- _Work task_: Output exactly, in the material below, the lines from the one with "Describe the element" through the one with "This screenshot has height=483, width=858.". Omit all pictures.

- _Data_:
────────
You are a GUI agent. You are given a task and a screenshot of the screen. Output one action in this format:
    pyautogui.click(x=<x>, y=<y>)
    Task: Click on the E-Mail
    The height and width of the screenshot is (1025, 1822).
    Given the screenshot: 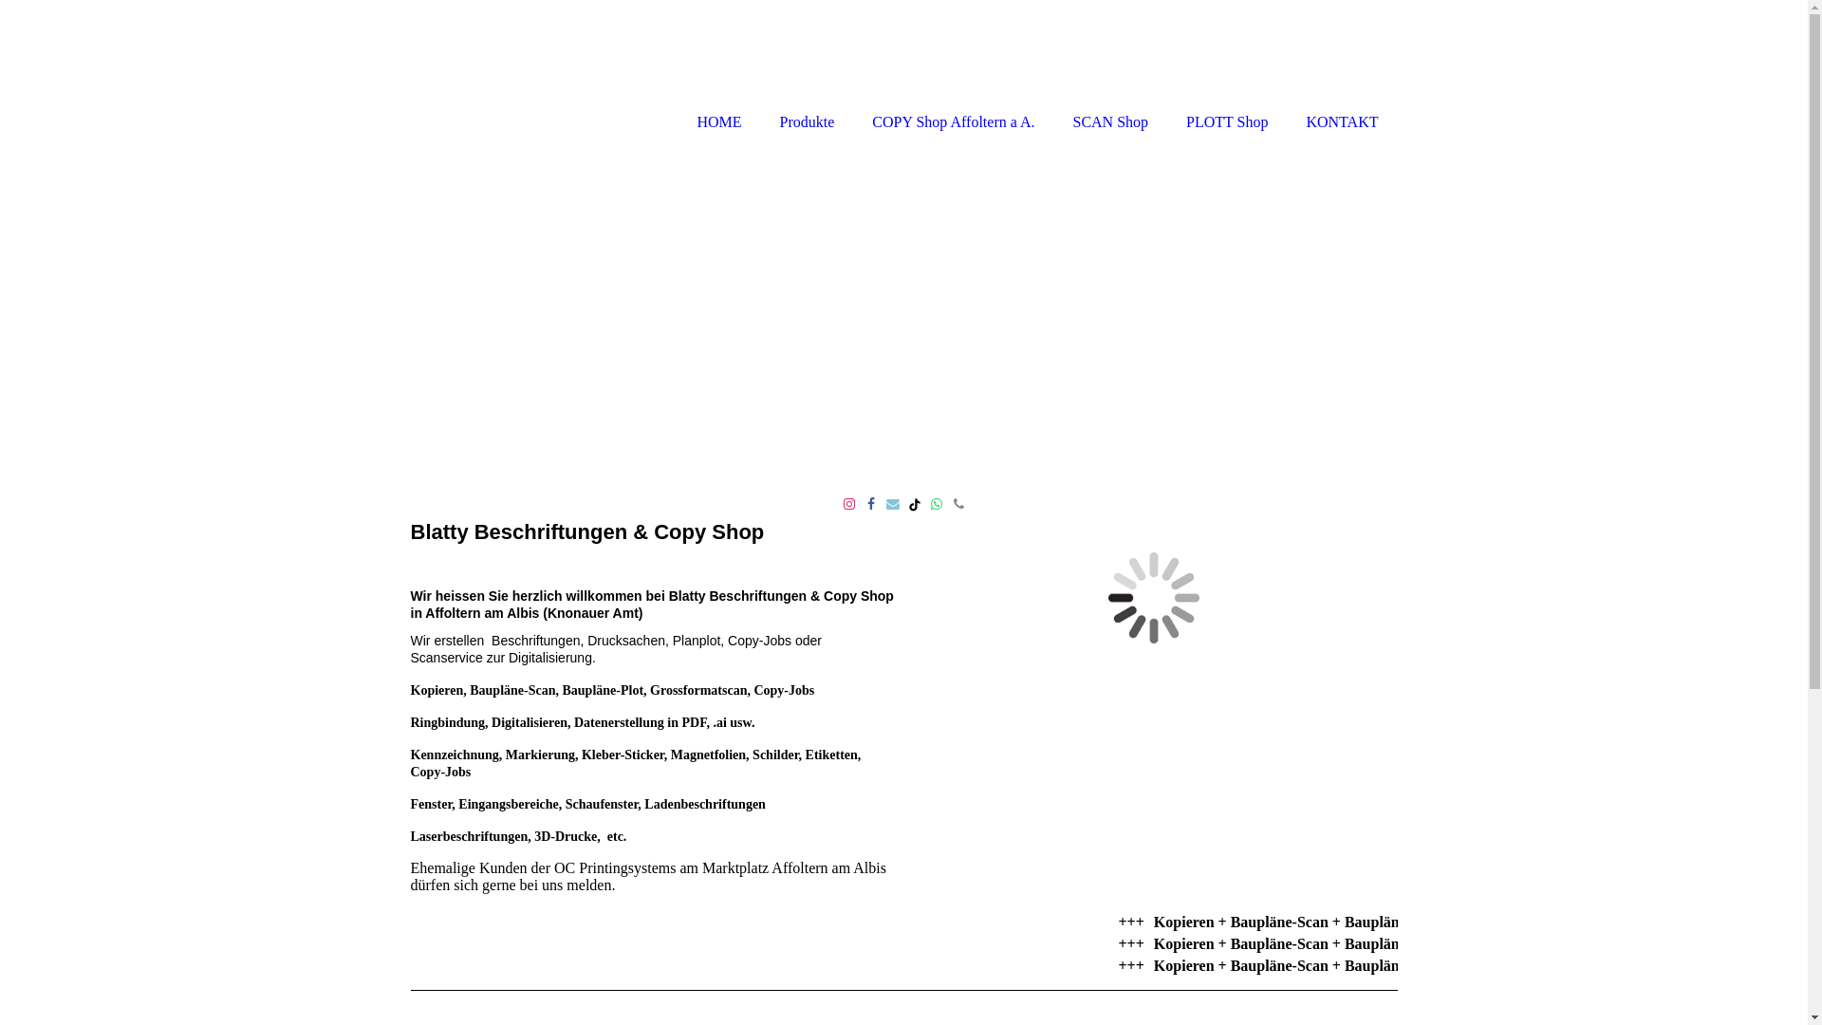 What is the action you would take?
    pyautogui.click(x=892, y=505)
────────
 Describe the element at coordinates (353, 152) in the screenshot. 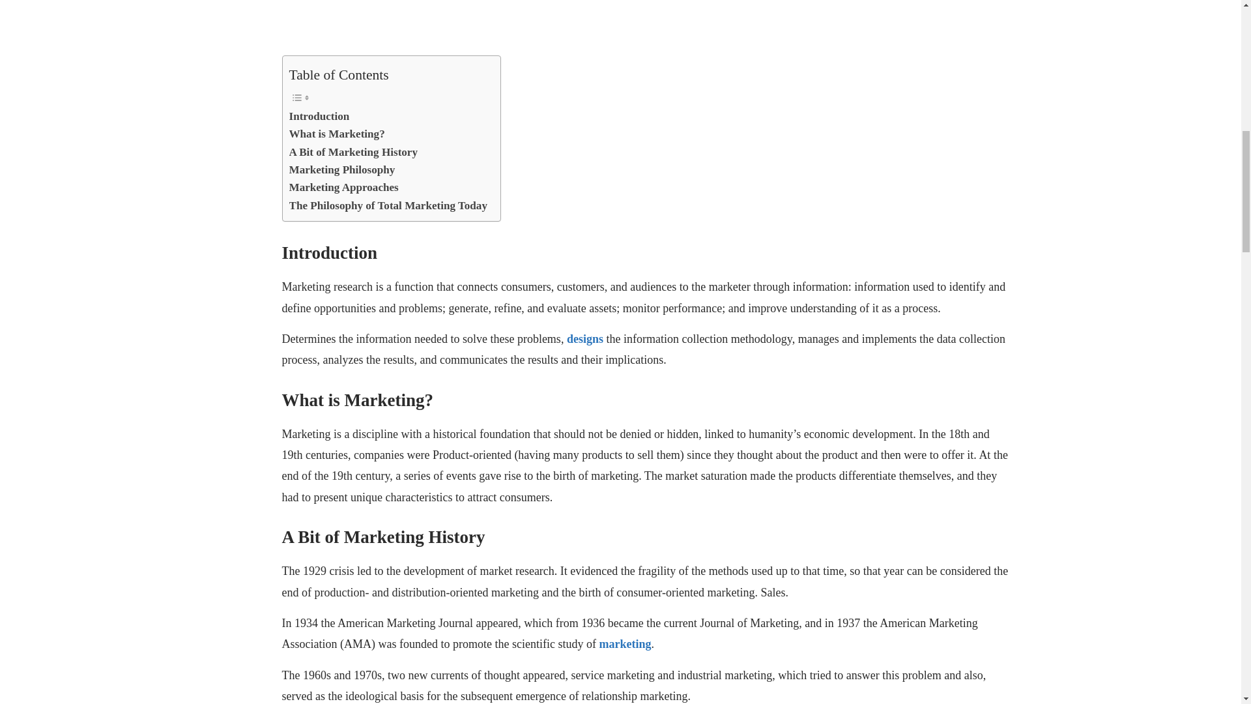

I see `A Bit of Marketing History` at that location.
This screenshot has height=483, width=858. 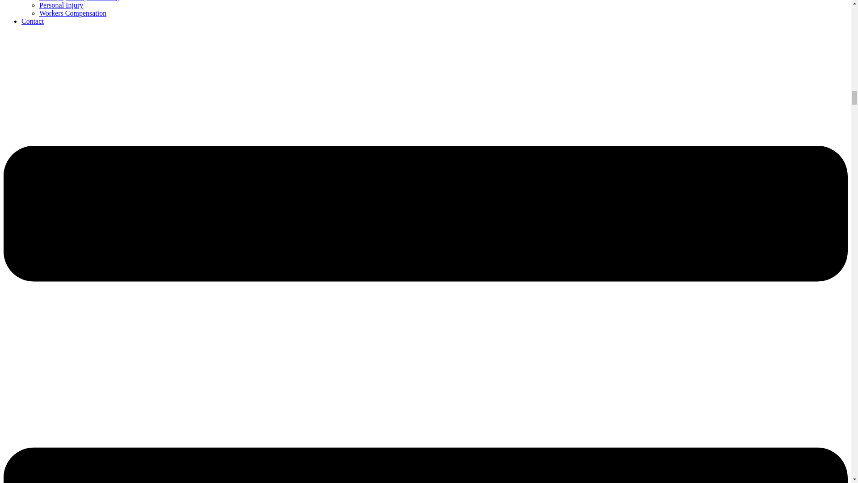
────────
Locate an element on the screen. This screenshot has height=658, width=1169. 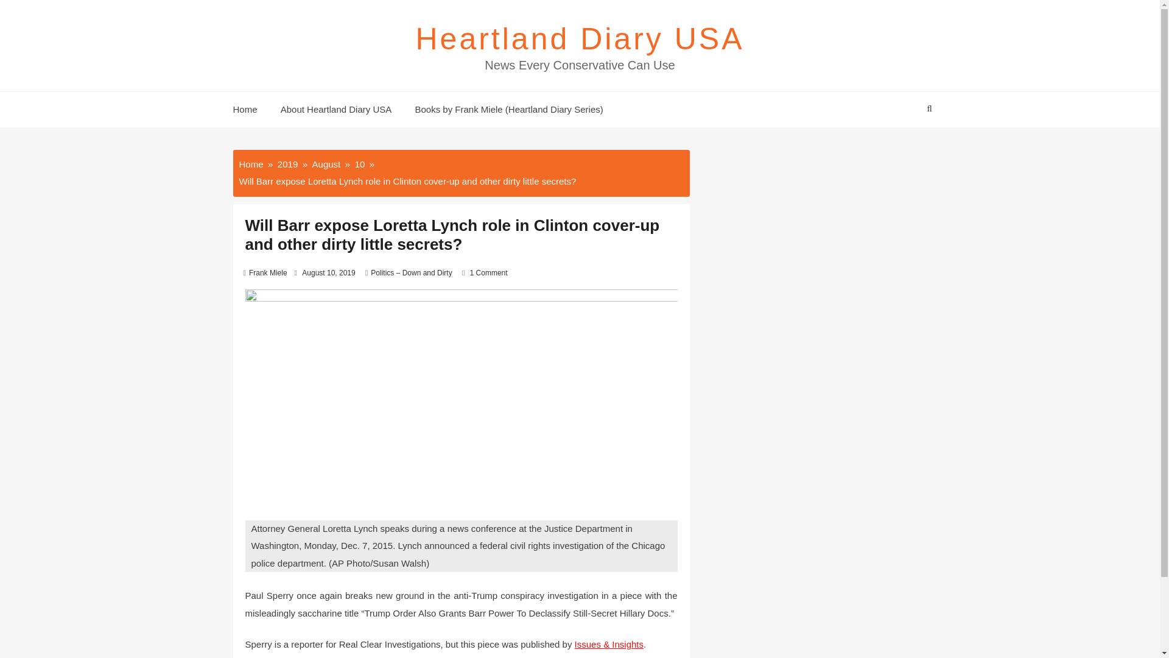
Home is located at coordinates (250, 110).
────────
- _Written solution_:
 Describe the element at coordinates (353, 152) in the screenshot. 

I see `A Bit of Marketing History` at that location.
This screenshot has height=483, width=858. 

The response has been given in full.